“Yes,” she was saying, “Luke has failed to pass off the Britannia. It is a rare occurrence. I suppose the boy is a fool.”

Mrs. Harrington was rather addicted to the practice of calling other people names. If the butler made a mistake she dubbed him an idiot at once. She did not actually call her present companion, Mrs. Ingham-Baker, a fool, possibly because she considered the fact too apparent to require note.

Mrs. Ingham-Baker, stout and cringing, smoothed out the piece of silken needlework with which she moved through life, and glanced at her companion. She wanted to say the right thing. And Mrs. Harrington was what the French call “difficult.” One could never tell what the right thing might be. The art of saying it is, moreover, like an ear for music, it is not to be acquired. And Mrs. Ingham-Baker had not been gifted thus.

“And yet,” she said, “their father was a clever man--as I have been told.”

“By whom?” inquired Mrs. Harrington blandly.

Mrs. Ingham-Baker paused in distress.

“I wonder who it was,” she pretended to reflect.

“So do I,” snapped Mrs. Harrington.

Mrs. Ingham-Baker’s imagination was a somewhat ponderous affair, and, when she trusted to it, it usually ran her violently down a steep place. She concluded to say nothing more about the late Admiral FitzHenry.

“The boy,” said Mrs. Harrington, returning to the hapless Luke, “has had every advantage. I suppose he will try to explain matters when he comes. I could explain it in one word - stupidity.”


• _Work required_: Repeat verbatim each line from the line with "At what (x,y)" to the end of the entries. Pictures do not belong in the copy.

• _Data section_:
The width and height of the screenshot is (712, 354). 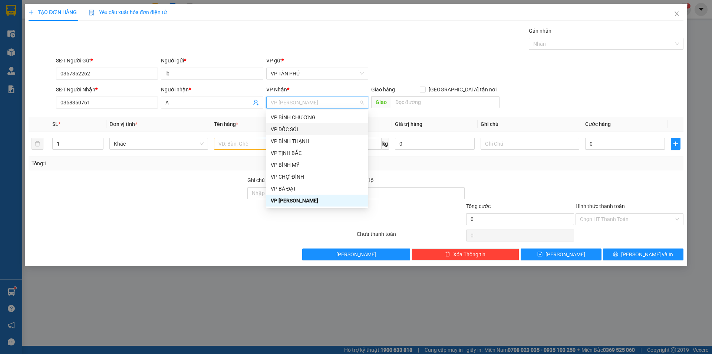 I want to click on span: SL, so click(x=55, y=124).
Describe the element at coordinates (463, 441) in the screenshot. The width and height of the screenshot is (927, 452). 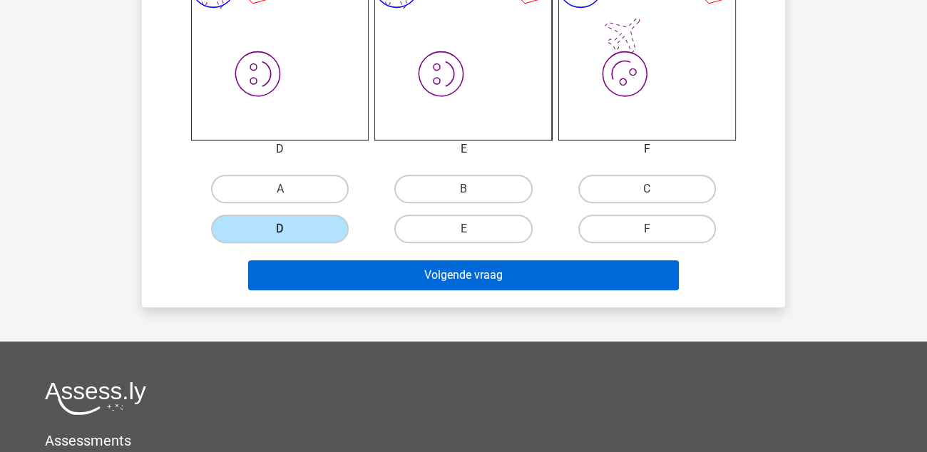
I see `h5: Assessments` at that location.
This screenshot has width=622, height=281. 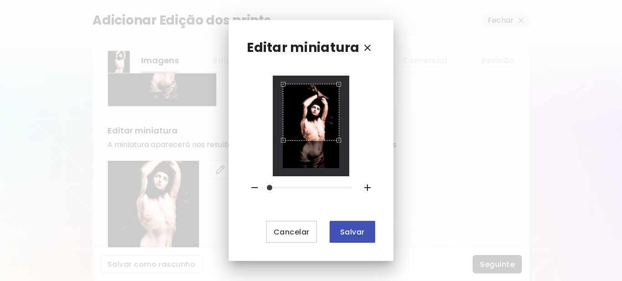 I want to click on button: Salvar, so click(x=352, y=232).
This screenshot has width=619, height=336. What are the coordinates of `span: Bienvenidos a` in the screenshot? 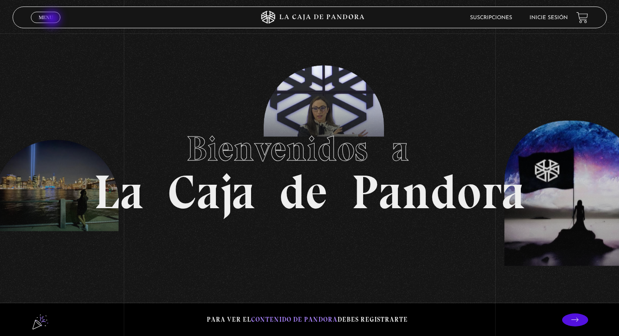 It's located at (310, 149).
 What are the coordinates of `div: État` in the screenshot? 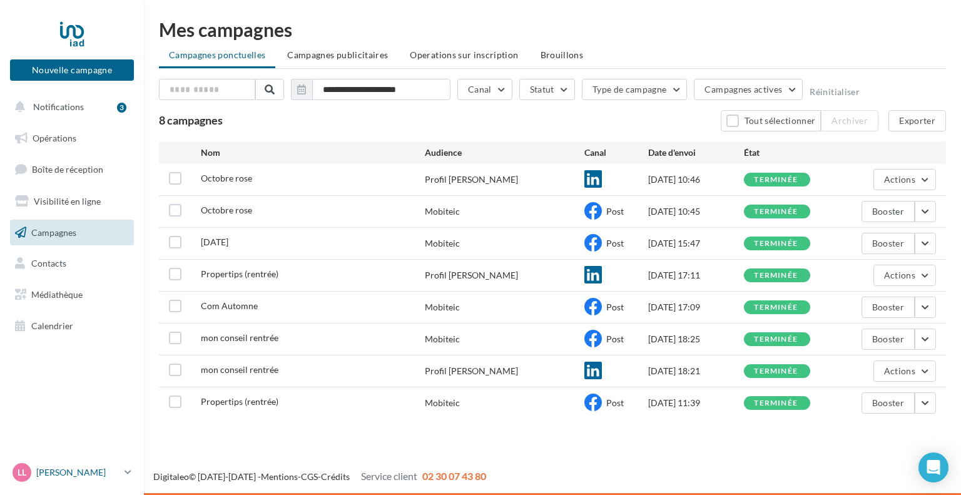 It's located at (791, 153).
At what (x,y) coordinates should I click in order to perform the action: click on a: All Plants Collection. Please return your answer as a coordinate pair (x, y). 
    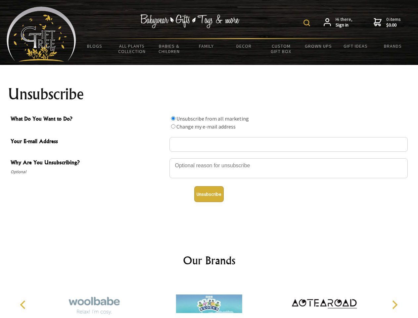
    Looking at the image, I should click on (132, 49).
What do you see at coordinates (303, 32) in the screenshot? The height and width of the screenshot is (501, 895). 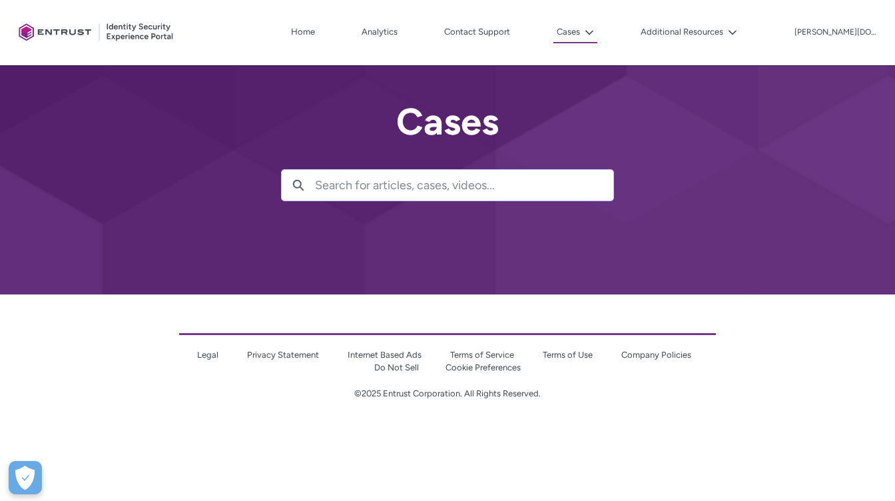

• _Solution_:
At what (x,y) coordinates should I click in order to perform the action: click on a: All Plants Collection. Please return your answer as a coordinate pair (x, y). 
    Looking at the image, I should click on (132, 49).
What do you see at coordinates (303, 32) in the screenshot? The height and width of the screenshot is (501, 895). 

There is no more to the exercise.